I got hooked on Bootc and cloud-native Linux and realized I could build an immutable OS that wasn't laser-focused on one specific use case. So I made Soltros OS—an attempt at a more general-purpose take on immutable computing.

Why Gaming and Development?

Most immutable Linux distributions optimize for servers or IoT devices. A few target desktop users, but with limitations. I wanted something that could handle both gaming and development workflows without compromise—two use cases that traditionally demand a lot from an operating system.

Built on Fedora CoreOS and Bootc, Soltros delivers atomic updates weekly. No major version upgrades to plan for. No compatibility issues between releases. The system just rolls forward, tracking Fedora's release cycle seamlessly.

How It Works

Soltros treats the entire OS as a container image. Updates are atomic—they either succeed completely or roll back automatically. This gives you the reliability of immutable infrastructure with the flexibility of a desktop Linux system.

Release Tracks

You can choose between two tracks depending on your needs:

What's Included

Rather than forcing you to build everything from scratch, Soltros ships with tools that gamers and developers actually use:

There's also a helper script to quickly install Flatpaks, development tools, and containers without the usual setup friction.

Server Variant

Soltros isn't just for desktops. The server variant is a container-native system built on Fedora BootC with Docker CE, Podman, and enterprise management tools. Same atomic update model, but optimized for server workloads.

The Bootc Advantage

Using Bootc means OS images are OCI containers. This gives you:

# Updating is simple
bootc upgrade

# Automatic rollback on failure
# No manual intervention needed

Still Early, Still Learning

Soltros OS is a passion project. It's not trying to replace Fedora Silverblue or compete with established immutable distributions. Instead, it's exploring whether an immutable OS can serve gaming and development workflows as well as traditional mutable systems—maybe even better.

If you're curious about immutable computing or want a Linux system that updates reliably without breaking your workflow, check out soltros.dev. I'm still figuring things out, but I think there's something worth building here.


Assigned task
From the records below, count the lines holding the string "Canada". Only the number is wanted.
Segment Start: Given records
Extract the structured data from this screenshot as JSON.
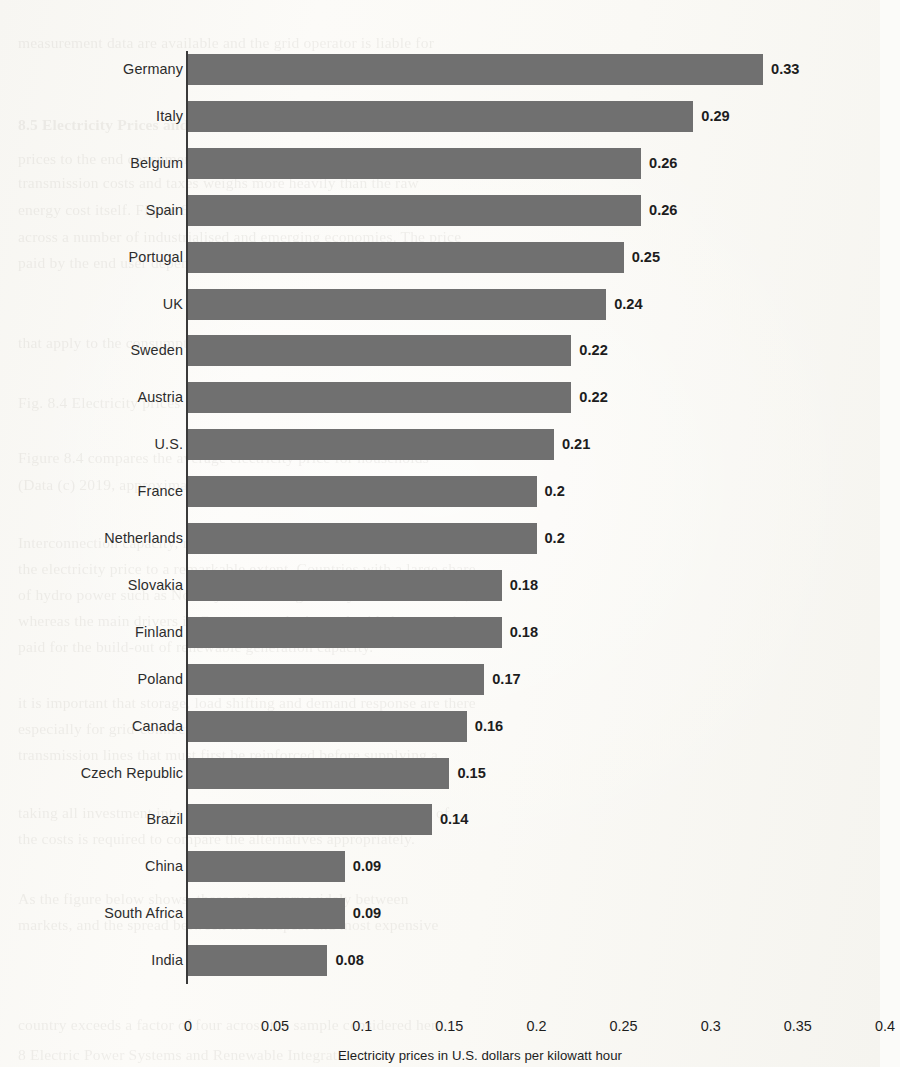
{
  "chart_data": {
    "type": "bar",
    "orientation": "horizontal",
    "title": "",
    "xlabel": "Electricity prices in U.S. dollars per kilowatt hour",
    "ylabel": "",
    "xlim": [
      0,
      0.4
    ],
    "xticks": [
      "0",
      "0.05",
      "0.1",
      "0.15",
      "0.2",
      "0.25",
      "0.3",
      "0.35",
      "0.4"
    ],
    "xtick_values": [
      0,
      0.05,
      0.1,
      0.15,
      0.2,
      0.25,
      0.3,
      0.35,
      0.4
    ],
    "grid": false,
    "legend": "none",
    "bar_color": "#707070",
    "categories": [
      "Germany",
      "Italy",
      "Belgium",
      "Spain",
      "Portugal",
      "UK",
      "Sweden",
      "Austria",
      "U.S.",
      "France",
      "Netherlands",
      "Slovakia",
      "Finland",
      "Poland",
      "Canada",
      "Czech Republic",
      "Brazil",
      "China",
      "South Africa",
      "India"
    ],
    "values": [
      0.33,
      0.29,
      0.26,
      0.26,
      0.25,
      0.24,
      0.22,
      0.22,
      0.21,
      0.2,
      0.2,
      0.18,
      0.18,
      0.17,
      0.16,
      0.15,
      0.14,
      0.09,
      0.09,
      0.08
    ],
    "value_labels": [
      "0.33",
      "0.29",
      "0.26",
      "0.26",
      "0.25",
      "0.24",
      "0.22",
      "0.22",
      "0.21",
      "0.2",
      "0.2",
      "0.18",
      "0.18",
      "0.17",
      "0.16",
      "0.15",
      "0.14",
      "0.09",
      "0.09",
      "0.08"
    ]
  },
  "page_bleed": {
    "lines": [
      {
        "text": "measurement data are available and the grid operator is liable for",
        "x": 18,
        "y": 30
      },
      {
        "text": "8.5  Electricity Prices and Tariffs",
        "x": 18,
        "y": 112,
        "bold": true
      },
      {
        "text": "prices to the end consumer. In many countries, the burden of",
        "x": 18,
        "y": 146
      },
      {
        "text": "transmission costs and taxes weighs more heavily than the raw",
        "x": 18,
        "y": 170
      },
      {
        "text": "energy cost itself. Figure 8.4 compares average retail prices",
        "x": 18,
        "y": 197
      },
      {
        "text": "across a number of industrialised and emerging economies. The price",
        "x": 18,
        "y": 224
      },
      {
        "text": "paid by the end user depends strongly on the national tax regime.",
        "x": 18,
        "y": 250
      },
      {
        "text": "that apply to the consumption of electrical energy",
        "x": 18,
        "y": 330
      },
      {
        "text": "Fig. 8.4  Electricity prices",
        "x": 18,
        "y": 390
      },
      {
        "text": "Figure 8.4 compares the average electricity price for households",
        "x": 18,
        "y": 445
      },
      {
        "text": "(Data (c) 2019, approximate figures, comparison across markets)",
        "x": 18,
        "y": 472
      },
      {
        "text": "Interconnection capacity, reserve margins and fuel mix all feed",
        "x": 18,
        "y": 530
      },
      {
        "text": "the electricity price to a remarkable extent. Countries with a large share",
        "x": 18,
        "y": 556
      },
      {
        "text": "of hydro power such as Norway or Canada generally have lower costs,",
        "x": 18,
        "y": 582
      },
      {
        "text": "whereas the main drivers in Germany are levies and grid charges to be",
        "x": 18,
        "y": 608
      },
      {
        "text": "paid for the build-out of renewable generation capacity.",
        "x": 18,
        "y": 634
      },
      {
        "text": "it is important that storage, load shifting and demand response are there",
        "x": 18,
        "y": 690
      },
      {
        "text": "especially for grid-connected systems which operate near the",
        "x": 18,
        "y": 716
      },
      {
        "text": "transmission lines that must first be reinforced before supplying a",
        "x": 18,
        "y": 742
      },
      {
        "text": "taking all investment into consideration, a full life cycle analysis of",
        "x": 18,
        "y": 800
      },
      {
        "text": "the costs is required to compare the alternatives appropriately.",
        "x": 18,
        "y": 826
      },
      {
        "text": "As the figure below shows, these prices vary widely between",
        "x": 18,
        "y": 886
      },
      {
        "text": "markets, and the spread between the cheapest and most expensive",
        "x": 18,
        "y": 912
      },
      {
        "text": "country exceeds a factor of four across the sample considered here.",
        "x": 18,
        "y": 1012
      },
      {
        "text": "8  Electric Power Systems and Renewable Integration",
        "x": 18,
        "y": 1042
      }
    ]
  },
  "geometry": {
    "x_zero_px": 148,
    "x_max_px": 845,
    "first_bar_top_px": 38,
    "bar_height_px": 31,
    "bar_pitch_px": 46.9,
    "axis_tick_row_y": 1002,
    "axis_title_y": 1032
  }
}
Segment End: Given records
Answer to this problem
2